Keys are generated deterministically from the nugget’s name using the Mulberry32 PRNG seeded with a hash of the name. This means:
  • The same nugget always regenerates identical keys
  • A nugget loaded from disk rebuilds exactly the same FHRR structure
  • No vector data needs to be serialized
// From core.ts — deterministic seed from a string
export function seedFromName(name: string): number

// Mulberry32 PRNG
export function mulberry32(seed: number): () => number

// Generate a key from text for graph note vectors
export function makeKeyFromText(text: string, D: number): ComplexVector

The recall algorithm

When you call recall(query), Nuggets runs a three-stage process:
1

Tag resolution

The query string is matched against stored fact keys in order of strictness:
  1. Exact match — lowercase equality
  2. Substring match — the query is contained in the key, or the key is contained in the query
  3. Fuzzy match — a sequence match ratio is computed between the query and each key; the best scoring key above the threshold (default: 0.55) is used
If no key passes any stage, recall returns { found: false }.
2

Decode

For the resolved key position pos, the memory is unbound in two steps:
recovered = unbind(unbind(bank.memory, sentKey), roleKeys[pos])
The sentKey encodes the sentence context and roleKeys[pos] encodes the position within the bank.
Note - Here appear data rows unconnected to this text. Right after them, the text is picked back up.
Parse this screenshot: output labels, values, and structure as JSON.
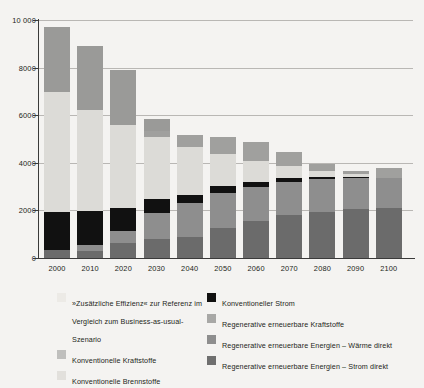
{
  "chart_data": {
    "type": "bar",
    "stacked": true,
    "title": "",
    "xlabel": "",
    "ylabel": "",
    "ylim": [
      0,
      10000
    ],
    "yticks": [
      0,
      2000,
      4000,
      6000,
      8000,
      10000
    ],
    "ytick_labels": [
      "0",
      "2000",
      "4000",
      "6000",
      "8000",
      "10 000"
    ],
    "grid": true,
    "legend_position": "bottom",
    "categories": [
      "2000",
      "2010",
      "2020",
      "2030",
      "2040",
      "2050",
      "2060",
      "2070",
      "2080",
      "2090",
      "2100"
    ],
    "series": [
      {
        "name": "Regenerative erneuerbare Energien – Strom direkt",
        "color": "#6b6b6b",
        "values": [
          330,
          300,
          620,
          800,
          900,
          1250,
          1550,
          1800,
          1950,
          2050,
          2100
        ]
      },
      {
        "name": "Regenerative erneuerbare Energien – Wärme direkt",
        "color": "#8e8e8e",
        "values": [
          0,
          260,
          520,
          1100,
          1400,
          1500,
          1450,
          1400,
          1350,
          1300,
          1250
        ]
      },
      {
        "name": "Konventioneller Strom",
        "color": "#111111",
        "values": [
          1600,
          1430,
          980,
          600,
          360,
          260,
          200,
          160,
          120,
          60,
          0
        ]
      },
      {
        "name": "Konventionelle Brennstoffe",
        "color": "#dcdbd7",
        "values": [
          5050,
          4220,
          3450,
          2600,
          1990,
          1340,
          880,
          510,
          230,
          110,
          0
        ]
      },
      {
        "name": "Konventionelle Kraftstoffe",
        "color": "#bfbfbd",
        "values": [
          0,
          0,
          0,
          0,
          0,
          0,
          0,
          0,
          0,
          0,
          0
        ]
      },
      {
        "name": "Regenerative erneuerbare Kraftstoffe",
        "color": "#a0a09e",
        "values": [
          0,
          0,
          0,
          240,
          520,
          720,
          790,
          590,
          280,
          130,
          420
        ]
      },
      {
        "name": "»Zusätzliche Effizienz« zur Referenz im Vergleich zum Business-as-usual-Szenario",
        "color": "#9a9a98",
        "values": [
          2740,
          2680,
          2330,
          510,
          0,
          0,
          0,
          0,
          0,
          0,
          0
        ]
      }
    ],
    "totals": [
      9720,
      8890,
      7900,
      5850,
      5170,
      5070,
      4870,
      4460,
      3930,
      3650,
      3770
    ]
  },
  "axis": {
    "y_labels": [
      "10 000",
      "8000",
      "6000",
      "4000",
      "2000",
      "0"
    ],
    "x_labels": [
      "2000",
      "2010",
      "2020",
      "2030",
      "2040",
      "2050",
      "2060",
      "2070",
      "2080",
      "2090",
      "2100"
    ]
  },
  "legend": {
    "left": [
      {
        "label": "»Zusätzliche Effizienz« zur Referenz im Vergleich zum Business-as-usual-Szenario",
        "color": "#eceae6"
      },
      {
        "label": "Konventionelle Kraftstoffe",
        "color": "#bfbfbd"
      },
      {
        "label": "Konventionelle Brennstoffe",
        "color": "#e2e0dc"
      }
    ],
    "right": [
      {
        "label": "Konventioneller Strom",
        "color": "#111111"
      },
      {
        "label": "Regenerative erneuerbare Kraftstoffe",
        "color": "#a8a8a6"
      },
      {
        "label": "Regenerative erneuerbare Energien – Wärme direkt",
        "color": "#8e8e8e"
      },
      {
        "label": "Regenerative erneuerbare Energien – Strom direkt",
        "color": "#6f6f6f"
      }
    ]
  }
}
The recovered vector is then passed through sharpen and corvacsLite (a soft magnitude limiter) to clean up the noisy superposition.
3

Softmax scoring

The recovered vector is compared against every known vocabulary vector using cosine similarity. The similarities are summed across all banks and ensembles, then passed through a softmax with temperature T=0.9. The vocabulary word with the highest probability is returned as the answer.The result also includes:
  • confidence — the top probability
  • margin — the gap between the top and second probability
  • found — whether the key was resolved

Capacity

The practical capacity of a single nugget is approximately:
capacity ≈ banks × √D = 4 × √16384 = 4 × 128 = 512 facts
The status() method reports capacity_used_pct. At 80% usage you get a warning; at 90% a critical alert.
Storing significantly more than 512 facts in a single nugget degrades recall accuracy. Use multiple nuggets (via NuggetShelf) to partition facts by topic.

Code example

import { Nugget } from "./src/nuggets/memory.js";

// Create or load a nugget
const n = new Nugget({ name: "project" });

// Store a fact
n.remember("test cmd", "pytest tests/ -v");
n.remember("auth handler", "src/auth/middleware.ts:47");

// Recall by query — exact, substring, or fuzzy
const result = n.recall("test command");
if (result.found) {
  console.log(result.answer);       // "pytest tests/ -v"
  console.log(result.confidence);   // e.g. 0.87
  console.log(result.margin);       // gap over second candidate
}

// Forget a fact
n.forget("test cmd");
From the CLI:
nuggets remember project "test cmd" "pytest tests/ -v"
nuggets recall "test command"
nuggets recall "test command" --nugget project
nuggets forget project "test cmd"
If a query you expect to match keeps returning found: false, try making the query string closer to the stored key. The fuzzy threshold is 0.55 — a sequence match ratio below that will not resolve. Shorter, more specific query strings usually resolve more reliably than long sentences.